Friends of the Earth International and many other groups have been campaigning for many years for the unconditional cancellation of all outstanding foreign debt owed by poor countries to rich ones, and to international financial institutions like the World Bank and IMF. Many of these debts were accumulated by dictatorial and criminal regimes and should therefore be considered illegitimate. Debt and those who participated in creating it need to be investigated and judged: the global cry for debt cancellation is also a call for justice.

In June 2005, the world’s richest governments formally agreed to cancel at least US$40 billion of the debt owed by the 18 most heavily-indebted countries to the World Bank, the International Monetary Fund and the African Development Bank. However, this deal covers only a small number of heavily indebted countries, and does not include debt owed to the Inter-American Development Bank or the Asian Development Bank, major lenders in the respective regions. Also, the debt relief will likely be paid from existing budgets, meaning that the amounts received by developing countries will be cut from their aid flows. The G8 agreement does not impose additional conditions, which is a notable change from earlier initiatives. However, the countries that have been selected have already implemented economic reforms imposed by the financial institutions, often with devastating results.

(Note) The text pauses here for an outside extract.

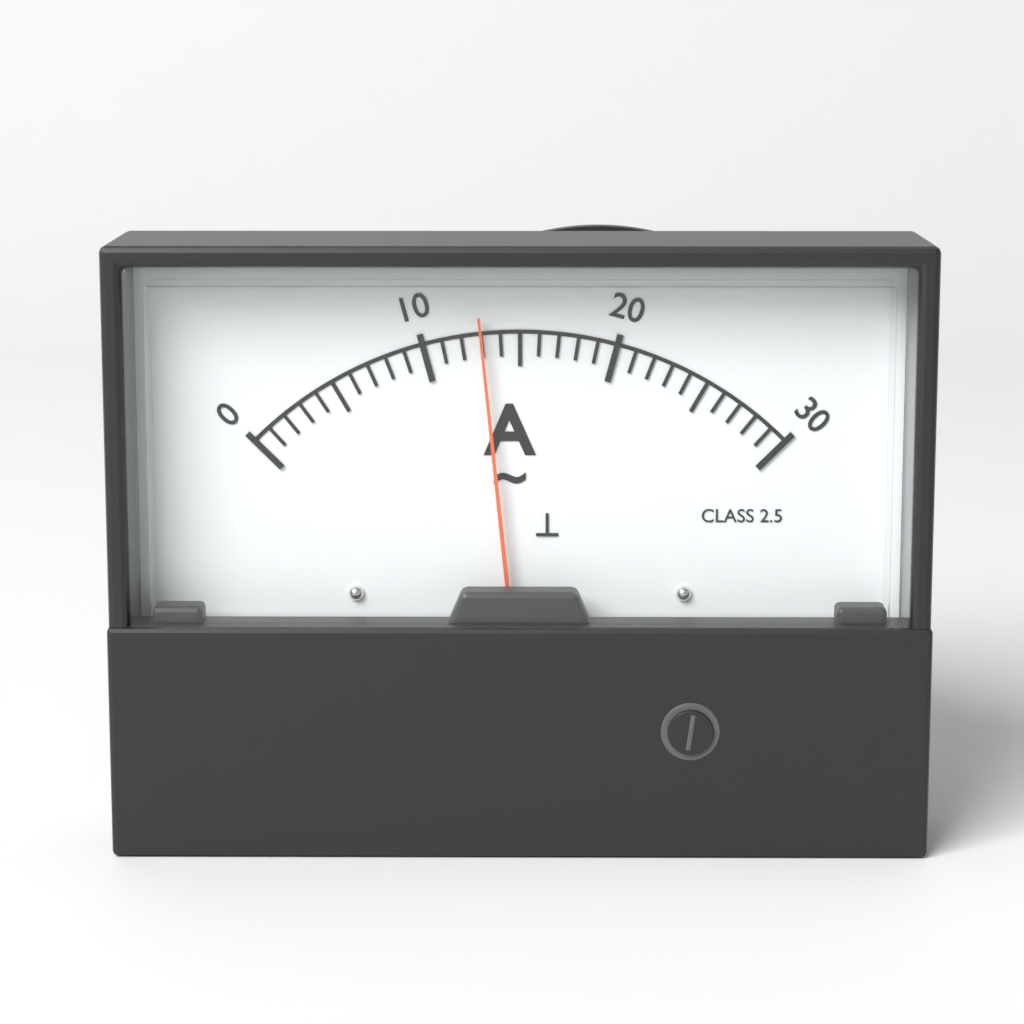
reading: 13 A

Friends of the Earth International welcomes this initiative, as it is an important recognition that debt relief is necessary and possible. However we continue to demand 100 percent debt cancellation, including debts owed by all poor countries in economic and social crisis to all financial institutions, and the removal of all economic conditions. This is essential in order to ensure that people in the South can regain control over economic decisions that affect their lives.

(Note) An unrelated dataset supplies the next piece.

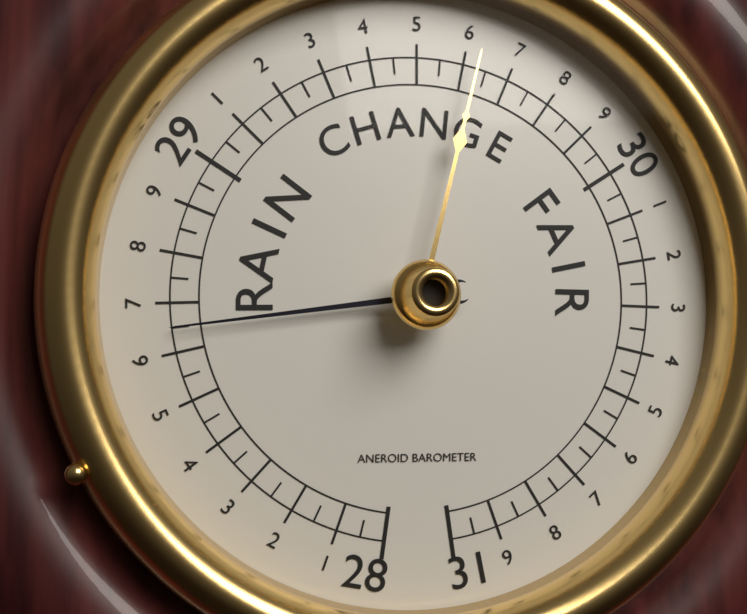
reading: 28.65 (no unit)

We are also campaigning for the recognition of the ecological debt owed by northern countries to countries in the South for decades of resource exploitation. Affected communities in Paraguay and Argentina, for example, are calling upon international financial institutions to provide compensation and remediation for the environmental and social disruption caused by the Yacyretá mega-dam. On the opposite side of the world, Friends of the Earth Scotland is building alliances between Scottish and southern communities in order to address the repayment of the ecological debt.

The case studies in this report provide only a tiny sampling of the groundswell of sustainable, alternative approaches to poverty eradication that are being carried out on the community level around the world. Friends of the Earth International strongly believes that initiatives like these are the way forward – not only for the millions of people suffering from hunger and poverty today, but for the future environmental sustainability of the entire planet.